Friday, February 22, 2008

Cosmic Swan Talks about Time

Earth physicists are getting wound up in their attempts to find out what makes the universe tick.

Time flies like an arrow and fruit flies like bananas, as you may hear in North America, Earth. No one can argue with the fruit flies taste, but so much is written about how time flies that you’d think some hideous menace threatens mankind if they don’t know its inner secrets. According to Roger Highfield, Science Editor of the Telegraph.co.uk, “We all have a sense that time is flowing... but now time could be running out -- for the very concept of time itself.”

Highfield has written a series of sensational articles parading out beautiful but fictional “theories” of time that a number of currently flourishing mathematicians have built. I put theories in quotes because none of these theories will ever be demonstrated in any way that has meaning for humanity. They are not testable in any way.

With a headline “Mankind 'shortening the universe's life' “he is trying to put readers in a headlock so he can ram our brains with all the fiction that mathematicians can dream up. “Oh no!” a reader is supposed to say out loud to his companions. “We are going to run out of time!” I often wonder why so much sensational science fiction makes it to widely-read publications, such as the Telegraph. Even well-educated readers can take nothing away but some vague feeling of unease about what may confront mankind billions of years from this point in time.

According to Highfield, “cosmologists have taken this powerful theory of what happens at the level of subatomic particles...” What makes this theory powerful? Because it hypothesizes that “...quantum systems can exist in many different physical configurations at the same time.“ To understand why this is not powerful, consider how many different structures you can make with Tinker Toys. To mathematicians and physicists the components of quantum systems and the infinite number of states they can be in, are the toys they tinker with. You can imagine a quantum in many different states at once but when you carry out a measurement, you only pick out one state. Physicists want to say we have picked out a single quantum state, but picking in the sense of choice has nothing to do with it.

The “mind-boggling” Schrodinger’s cat experiment is no experiment at all. It is mental quantum mathematical exercise that tells you nothing more than when a horse race is still running, anyone of the horses can win with a certain probability. But when the race is over, when the cat is out of the box, there is only one result. Only one horse wins. The cat is either dead or alive. The universe does not split in two except in the mind of the hard-headed quantum physicist. The truth, the result of actual experiment is hard to accept.

Professor Lawrence Krauss of Case Western Reserve University is quoted as saying, “Incredible as it seems, our detection of the dark energy may provide evidence that the universe will ultimately decay."

Let’s think about the heritage of “dark energy.” It is one of the latest epicycles that had to be added onto to the Byzantine complexity of the Big Bang “Theory” to make the mathematical model come out right. Like the Earth-centered cosmos that required physically unsupportable epicycles in orbits of planets, the Big Bang Theory requires Dark Energy to explain what seems to be accelerating the galaxies apart. No scientist knows what Dark Energy is. No experiment can detect it, localize it, or explain its relationship to known physics, except in untestable mathematical models.

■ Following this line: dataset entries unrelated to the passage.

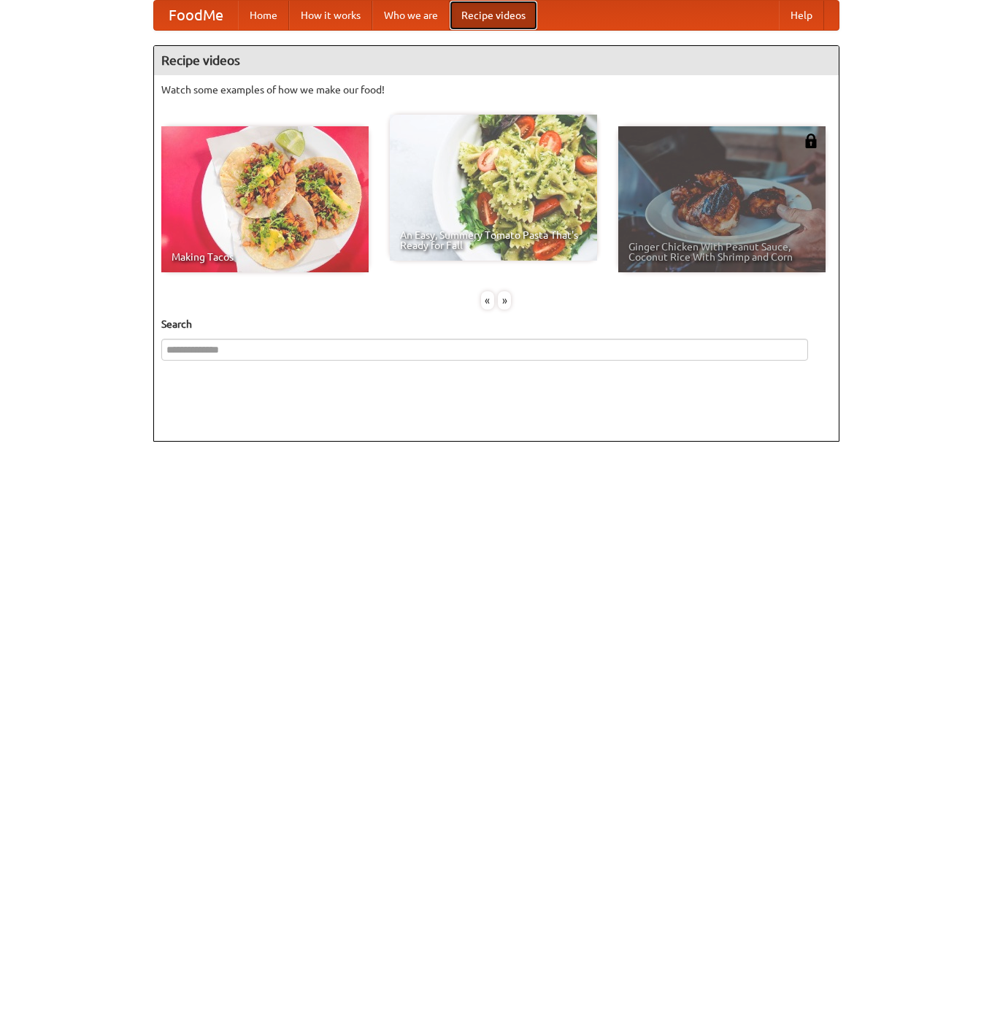 This screenshot has width=992, height=1033. I want to click on a: Home, so click(263, 15).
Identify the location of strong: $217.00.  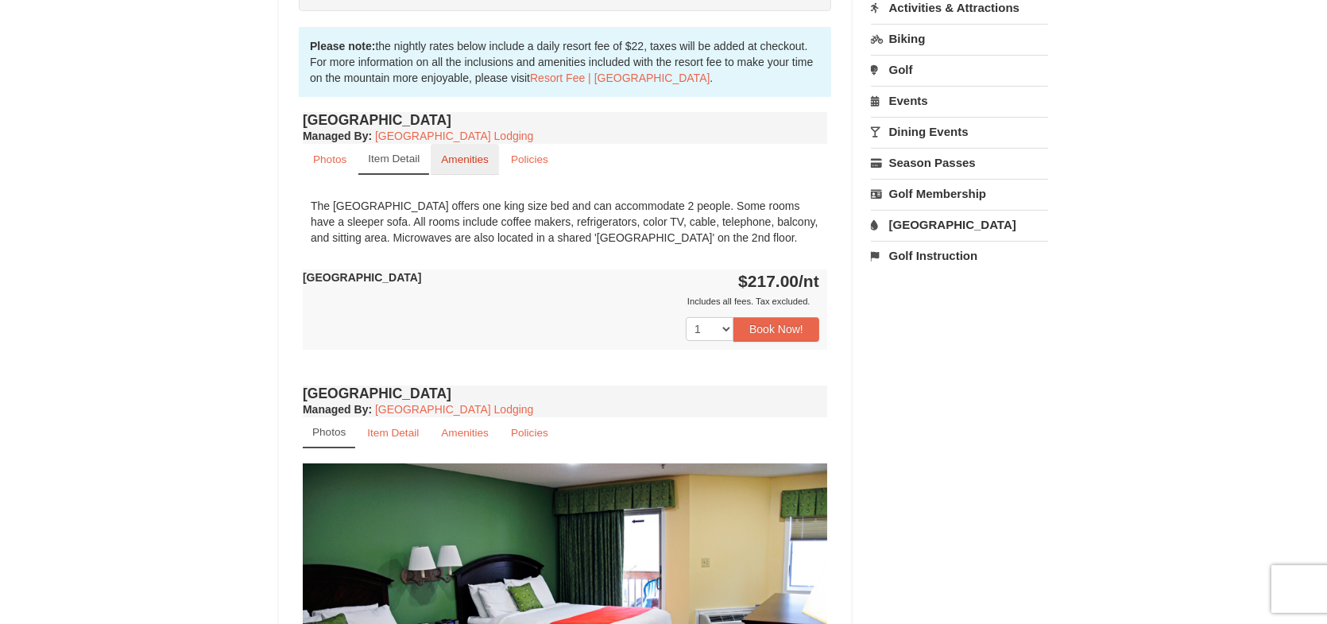
(779, 281).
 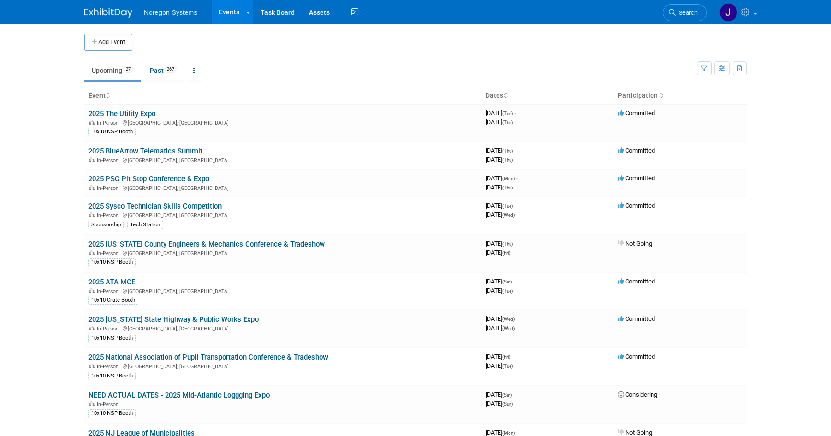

We cannot go back to the moment of the Big Bang and verify anyone’s physics. We cannot follow along and verify each hypothesized stage of evolution of the model. We only know what we can see now. All we know is that there is a red-shift in the light that comes from distant galaxies and the shift is apparently greater, the greater the distance to the galaxy. For all distances we cannot verify independently, the red-shift is taken as a measure of distance, and so our scientists have created circular-reasoned predictions.

For the Big Bang model to work, they had to invent new Tinker Toys:
Dark Energy that cannot be found
Dark Matter that cannot be found
A universe with accelerated expansion with galaxies that do not expand
A universe that expands faster than the speed of light, while demanding that nothing can travel faster than light
Expansion without any center and without any edge

These hypothetical extra Tinker Toys that cannot be found look like science fiction to me. The fundamental principle of Occam’s Razor had to be thrown out to build a cosmology to support the Big Bang Theory.

Yes, as Highfield points out in one of his articles, all this leads to a “depressing conclusion.” Professor Krauss says, “...our detection of dark energy may imply both an unstable universe and a short life expectancy.” This is depressing indeed.

Some mathematical theories suggest this kind of universe, some suggest that kind of universe, and some priests with similar roles in society a few hundred years ago suggested that an infinite number of angels could dance on the head of pin, because, after all, there is no limit to what God can do. Those medieval priests had their own predominance over the philosophical thinking of their day, just as our latter-day Big Bangers. Neither can prove their theories by any stretch of the mind. An infinite number of angels on the head of a pin makes as much sense as a universe that started out at infinite density.

Well, time runs out for all of us individually, although I the Cosmic Swan will live for an awfully long time. Time may run out for human beings if they fail to prepare as a species for the known risks the universe can throw at them. They are more likely to do that if they are not constantly bombarded with science fiction, purporting to be science, that sends dark messages of their ultimate doom.